Orban is the only European Union member country giving support to Putin. Hungary gets massive aid annually from the European Union. For years, Orban’s regime hasn’t lived up to EU standards for democracy. It is finally withholding some of this aid, and Orban has retaliated by holding up a European Union multi-billion dollar aid package to Ukraine.  He is the darling of the US Republican Party and of Fox News commentator Tucker Carlson.

While visiting, we attended a rally of 3,000 in the small city of Pecs that was involved in a nationwide teachers strike (Hungary’s teachers are the lowest paid in Europe). I also attended a Reunion Conference of people who have been in this Professional Fellows program. There are more than 300 people from the 5 countries working to build a stronger civil society in their communities. In my first visit 8 years ago, I was told, “you can make a revolution to overthrow communism in 3 days, change your economy in 6 months, but it takes a generation to build a civil society.” One, that is, featuring social service agencies, community groups, independent labor unions, and a democratic government.
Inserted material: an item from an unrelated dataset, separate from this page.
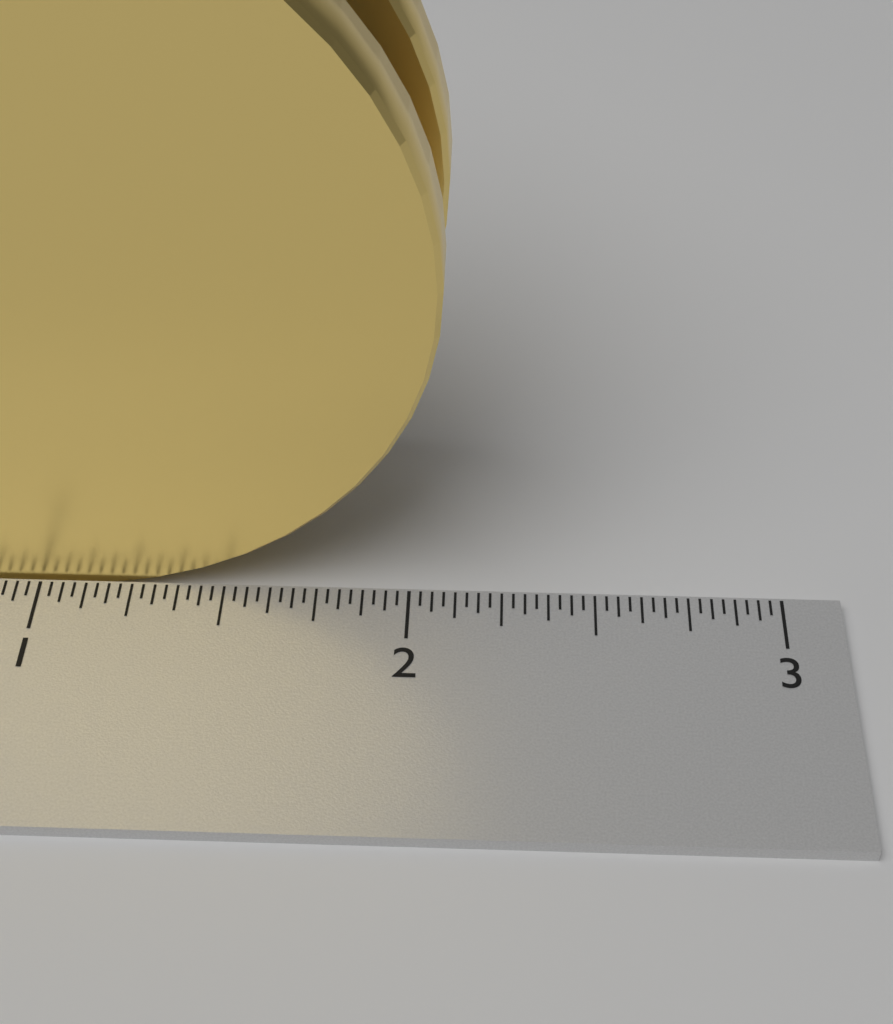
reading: 2.09375 inch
Thanks to the people in this program, I was able to find my relative Gyorgi Florek in Budapest.  Almost all Jews in Hungary were killed in the Holocaust of World War II by the Nazis, who were aided by Hungarian collaborators. That multitude included some of my relatives, so it was a miracle to be reunited with Gyorgi and his family. I also visited my great uncle and great aunt’s grave in a greatly overgrown cemetery and cleared the brush around it. I also placed a plant above the grave.  

I’m grateful to have had this chance to meet dedicated people from these countries and learn about their culture, politics, and challenges.

Lew Finfer is a Dorchester resident and community organizer with MA Communities Action Network.